A California Appeals Court has reversed a lower court’s ruling in a Rosenthal Fair Debt Collection Practices Act class-action case, determining that as long as a debt is alleged to be due or owing — whether or not it, in fact, is due or owing — is sufficient to state a claim.
A copy of the ruling, in the case of Hagey v. Solar Service Experts can be accessed by clicking here.
The plaintiff purchased a home which had a solar energy system already installed. The prior homeowner and the plaintiff reached an agreement where the prior homeowner prepaid for the remaining monthly payments. Nonetheless, the plaintiff started receiving statements from the defendant. When the plaintiff contacted the defendant, a representative indicated he should not have received the bill and that the matter would be resolved. But more statements and a late payment notice were sent to the plaintiff, who tried to rectify the issue with the defendant, to no avail.
That led the plaintiff to file this suit, which a state court judge dismissed on the grounds that the plaintiff failed to state a claim because he didn’t actually owe the money that the defendant said he owed.
But that’s not what the RFDCPA says, the Appeals Court noted. The act defines a consumer debt as “money, property, or their equivalent, due or owing or alleged to be due or owing from a natural person by reason of a consumer credit transaction.”
Simply stated, the plaintiff received statements and notices indicating the plaintiff owed money to the defendant. “This satisfies the money ‘alleged to be due or owing’ component of the statutory scheme,” the Appeals Court wrote.
The defendant attempted to argue that regardless of what the notices said, the plaintiff did not owe the money to the defendant. But, as the Appeals Court noted, the RFDCPA, along with the Fair Debt Collection Practices Act, were “specifically designed to ‘eliminate the recurring problem of debt collectors dunning the wrong person or attempting to collect debts which the consumer has already paid,’ ” it wrote.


◆ **TASK GOAL**: Filter these entries so that only lines with the word "content" remain.

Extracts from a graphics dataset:
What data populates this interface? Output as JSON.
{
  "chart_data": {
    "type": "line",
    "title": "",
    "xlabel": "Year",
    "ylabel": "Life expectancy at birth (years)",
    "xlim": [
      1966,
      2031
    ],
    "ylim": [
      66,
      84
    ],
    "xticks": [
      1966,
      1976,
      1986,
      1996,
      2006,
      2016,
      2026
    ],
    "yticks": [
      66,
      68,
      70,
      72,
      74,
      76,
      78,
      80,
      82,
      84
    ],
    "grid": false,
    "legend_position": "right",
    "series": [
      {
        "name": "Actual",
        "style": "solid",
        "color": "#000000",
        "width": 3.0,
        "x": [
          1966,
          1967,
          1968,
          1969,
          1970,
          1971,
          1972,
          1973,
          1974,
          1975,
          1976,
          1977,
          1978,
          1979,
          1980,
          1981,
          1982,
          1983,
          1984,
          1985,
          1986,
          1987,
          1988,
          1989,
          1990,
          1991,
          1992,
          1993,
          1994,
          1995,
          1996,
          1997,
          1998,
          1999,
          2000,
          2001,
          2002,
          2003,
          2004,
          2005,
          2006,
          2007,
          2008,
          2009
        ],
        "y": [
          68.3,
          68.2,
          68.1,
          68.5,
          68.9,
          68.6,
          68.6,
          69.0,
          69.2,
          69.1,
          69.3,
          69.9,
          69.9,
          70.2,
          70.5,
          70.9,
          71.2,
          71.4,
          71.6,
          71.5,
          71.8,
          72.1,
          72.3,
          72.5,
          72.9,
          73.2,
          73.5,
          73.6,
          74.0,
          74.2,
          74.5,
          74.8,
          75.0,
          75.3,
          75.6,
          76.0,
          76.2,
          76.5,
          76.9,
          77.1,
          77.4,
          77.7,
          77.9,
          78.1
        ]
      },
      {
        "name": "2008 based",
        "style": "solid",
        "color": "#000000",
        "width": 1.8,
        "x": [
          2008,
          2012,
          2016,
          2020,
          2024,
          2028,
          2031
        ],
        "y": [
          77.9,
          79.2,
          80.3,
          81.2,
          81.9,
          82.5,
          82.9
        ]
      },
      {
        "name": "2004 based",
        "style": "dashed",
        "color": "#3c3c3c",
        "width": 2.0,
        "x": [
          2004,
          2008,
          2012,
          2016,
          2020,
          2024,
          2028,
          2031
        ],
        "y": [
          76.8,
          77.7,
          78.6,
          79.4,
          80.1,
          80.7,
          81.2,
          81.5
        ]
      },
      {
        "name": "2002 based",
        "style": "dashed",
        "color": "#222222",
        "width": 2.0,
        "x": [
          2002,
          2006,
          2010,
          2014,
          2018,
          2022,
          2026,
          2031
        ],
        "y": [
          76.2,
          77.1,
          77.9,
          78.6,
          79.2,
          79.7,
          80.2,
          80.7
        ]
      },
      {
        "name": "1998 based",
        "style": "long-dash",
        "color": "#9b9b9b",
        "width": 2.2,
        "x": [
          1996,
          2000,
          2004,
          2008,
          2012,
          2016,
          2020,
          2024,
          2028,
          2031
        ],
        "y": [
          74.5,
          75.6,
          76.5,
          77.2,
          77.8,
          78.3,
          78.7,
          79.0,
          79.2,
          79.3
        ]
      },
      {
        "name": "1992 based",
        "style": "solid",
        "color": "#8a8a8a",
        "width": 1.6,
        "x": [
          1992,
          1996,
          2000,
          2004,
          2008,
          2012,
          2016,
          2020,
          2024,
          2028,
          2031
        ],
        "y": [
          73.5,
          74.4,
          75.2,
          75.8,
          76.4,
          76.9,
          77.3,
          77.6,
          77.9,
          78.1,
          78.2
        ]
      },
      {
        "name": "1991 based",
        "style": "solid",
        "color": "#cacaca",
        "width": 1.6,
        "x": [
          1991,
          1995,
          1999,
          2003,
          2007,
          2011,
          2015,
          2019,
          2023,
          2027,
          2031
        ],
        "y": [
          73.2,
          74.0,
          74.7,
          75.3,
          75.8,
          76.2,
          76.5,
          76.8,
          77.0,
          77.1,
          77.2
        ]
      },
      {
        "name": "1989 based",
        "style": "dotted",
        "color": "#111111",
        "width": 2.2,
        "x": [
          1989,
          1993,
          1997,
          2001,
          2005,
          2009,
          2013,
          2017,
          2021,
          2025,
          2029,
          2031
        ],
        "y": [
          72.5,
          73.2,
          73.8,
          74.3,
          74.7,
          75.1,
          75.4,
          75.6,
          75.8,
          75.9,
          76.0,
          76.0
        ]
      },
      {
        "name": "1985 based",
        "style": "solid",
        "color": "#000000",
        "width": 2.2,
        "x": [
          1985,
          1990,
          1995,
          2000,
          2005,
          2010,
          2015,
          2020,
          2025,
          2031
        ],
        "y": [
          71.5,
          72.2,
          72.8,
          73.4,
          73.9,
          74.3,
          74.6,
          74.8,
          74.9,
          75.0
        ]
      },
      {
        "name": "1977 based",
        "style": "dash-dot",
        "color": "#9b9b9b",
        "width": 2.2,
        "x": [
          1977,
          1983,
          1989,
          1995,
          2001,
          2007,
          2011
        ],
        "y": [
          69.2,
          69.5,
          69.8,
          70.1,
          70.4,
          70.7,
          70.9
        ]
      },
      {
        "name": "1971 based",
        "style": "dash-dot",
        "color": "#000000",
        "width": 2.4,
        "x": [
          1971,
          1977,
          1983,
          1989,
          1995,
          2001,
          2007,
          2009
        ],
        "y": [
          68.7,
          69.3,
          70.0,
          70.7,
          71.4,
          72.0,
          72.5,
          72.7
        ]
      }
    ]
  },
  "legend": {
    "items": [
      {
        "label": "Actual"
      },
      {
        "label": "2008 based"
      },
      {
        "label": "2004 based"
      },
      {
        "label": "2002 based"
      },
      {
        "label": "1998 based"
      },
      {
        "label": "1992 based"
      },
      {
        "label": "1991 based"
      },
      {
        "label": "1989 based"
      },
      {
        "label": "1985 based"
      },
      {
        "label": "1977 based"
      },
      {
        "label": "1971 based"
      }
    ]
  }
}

* * *

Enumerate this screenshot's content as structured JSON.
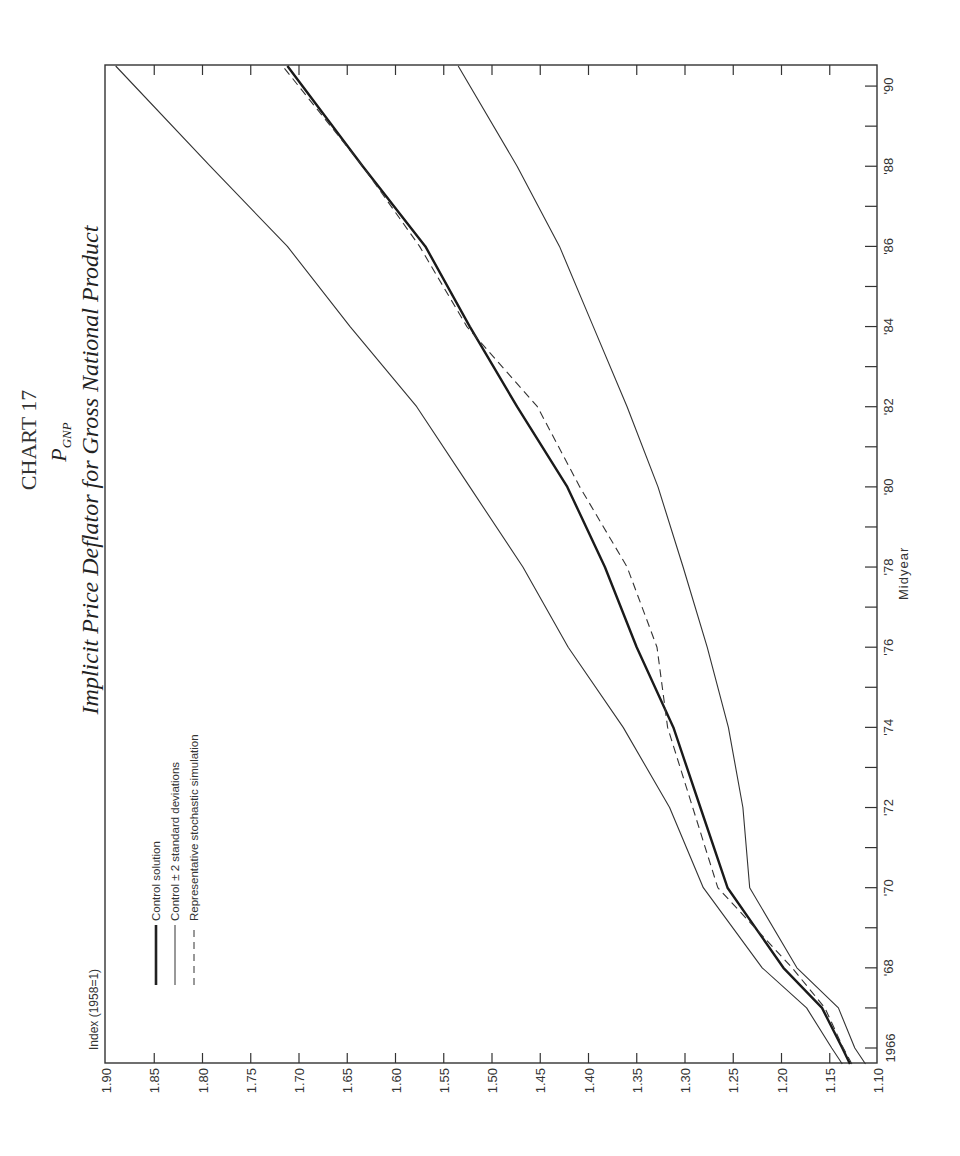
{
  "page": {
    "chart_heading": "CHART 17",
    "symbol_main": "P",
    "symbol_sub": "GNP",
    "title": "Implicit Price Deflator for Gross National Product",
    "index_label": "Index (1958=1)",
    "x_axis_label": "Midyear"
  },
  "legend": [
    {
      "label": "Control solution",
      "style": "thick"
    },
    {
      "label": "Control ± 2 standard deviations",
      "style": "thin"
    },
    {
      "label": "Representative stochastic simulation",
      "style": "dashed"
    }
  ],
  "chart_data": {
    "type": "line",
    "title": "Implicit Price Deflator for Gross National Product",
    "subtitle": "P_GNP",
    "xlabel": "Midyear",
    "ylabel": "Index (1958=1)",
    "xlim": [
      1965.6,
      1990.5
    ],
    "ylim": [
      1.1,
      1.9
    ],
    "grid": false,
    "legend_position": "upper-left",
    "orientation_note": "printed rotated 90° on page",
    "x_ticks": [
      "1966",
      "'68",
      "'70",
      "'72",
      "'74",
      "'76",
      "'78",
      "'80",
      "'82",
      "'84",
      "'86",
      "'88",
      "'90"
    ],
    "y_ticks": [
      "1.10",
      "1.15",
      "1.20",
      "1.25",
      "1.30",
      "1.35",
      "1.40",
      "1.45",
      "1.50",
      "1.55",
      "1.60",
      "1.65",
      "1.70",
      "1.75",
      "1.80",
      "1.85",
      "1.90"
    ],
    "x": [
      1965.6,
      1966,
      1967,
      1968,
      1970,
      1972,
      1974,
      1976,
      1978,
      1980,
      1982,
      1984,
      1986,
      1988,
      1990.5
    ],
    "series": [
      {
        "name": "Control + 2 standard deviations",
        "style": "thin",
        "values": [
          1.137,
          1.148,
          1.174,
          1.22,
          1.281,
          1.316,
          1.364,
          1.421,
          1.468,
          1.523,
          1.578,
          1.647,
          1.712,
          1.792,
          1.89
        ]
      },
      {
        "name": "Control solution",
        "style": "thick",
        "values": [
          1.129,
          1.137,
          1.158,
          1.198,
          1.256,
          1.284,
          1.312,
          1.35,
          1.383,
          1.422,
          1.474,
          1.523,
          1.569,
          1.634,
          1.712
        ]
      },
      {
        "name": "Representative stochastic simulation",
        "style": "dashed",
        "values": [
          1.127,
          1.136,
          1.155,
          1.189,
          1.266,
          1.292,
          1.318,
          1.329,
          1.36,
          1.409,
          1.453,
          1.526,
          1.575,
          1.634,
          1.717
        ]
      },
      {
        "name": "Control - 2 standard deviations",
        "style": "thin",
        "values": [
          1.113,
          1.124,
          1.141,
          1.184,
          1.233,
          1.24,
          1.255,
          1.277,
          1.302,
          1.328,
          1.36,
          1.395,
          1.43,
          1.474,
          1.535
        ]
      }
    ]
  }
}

...

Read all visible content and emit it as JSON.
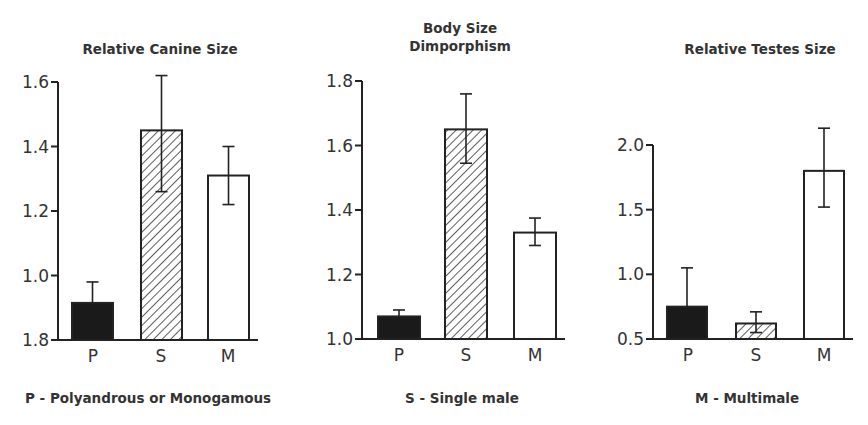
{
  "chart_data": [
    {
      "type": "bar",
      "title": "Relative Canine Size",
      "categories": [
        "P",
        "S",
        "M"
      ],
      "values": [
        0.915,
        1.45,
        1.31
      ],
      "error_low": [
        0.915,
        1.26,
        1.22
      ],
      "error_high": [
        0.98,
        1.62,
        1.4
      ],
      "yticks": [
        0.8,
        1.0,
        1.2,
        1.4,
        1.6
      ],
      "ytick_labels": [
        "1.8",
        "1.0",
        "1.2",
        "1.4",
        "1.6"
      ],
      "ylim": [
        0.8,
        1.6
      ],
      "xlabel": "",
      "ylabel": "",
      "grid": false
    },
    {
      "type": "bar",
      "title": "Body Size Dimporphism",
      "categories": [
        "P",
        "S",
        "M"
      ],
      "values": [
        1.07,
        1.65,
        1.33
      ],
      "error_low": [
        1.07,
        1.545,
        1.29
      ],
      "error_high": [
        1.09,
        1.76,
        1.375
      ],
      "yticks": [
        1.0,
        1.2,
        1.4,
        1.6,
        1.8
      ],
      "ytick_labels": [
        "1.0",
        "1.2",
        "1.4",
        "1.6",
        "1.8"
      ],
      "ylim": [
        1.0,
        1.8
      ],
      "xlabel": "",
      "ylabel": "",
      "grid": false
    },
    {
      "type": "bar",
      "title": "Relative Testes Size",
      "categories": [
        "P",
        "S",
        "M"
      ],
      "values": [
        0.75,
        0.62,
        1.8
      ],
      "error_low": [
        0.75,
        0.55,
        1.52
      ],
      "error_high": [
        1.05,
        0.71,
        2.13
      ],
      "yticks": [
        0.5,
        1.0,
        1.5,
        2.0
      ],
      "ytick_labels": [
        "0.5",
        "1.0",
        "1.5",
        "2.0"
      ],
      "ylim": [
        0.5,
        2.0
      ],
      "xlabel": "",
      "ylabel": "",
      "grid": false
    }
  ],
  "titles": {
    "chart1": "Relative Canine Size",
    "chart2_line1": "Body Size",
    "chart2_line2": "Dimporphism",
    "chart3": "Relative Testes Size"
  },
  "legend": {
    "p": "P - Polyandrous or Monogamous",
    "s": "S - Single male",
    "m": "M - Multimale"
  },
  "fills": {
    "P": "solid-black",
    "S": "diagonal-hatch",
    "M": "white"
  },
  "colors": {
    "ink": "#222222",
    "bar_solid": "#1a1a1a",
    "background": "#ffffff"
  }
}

◆ **RESULT FOR THIS EXERCISE**:
Enumerate this screenshot's content as structured JSON.
Read all visible content and emit it as JSON.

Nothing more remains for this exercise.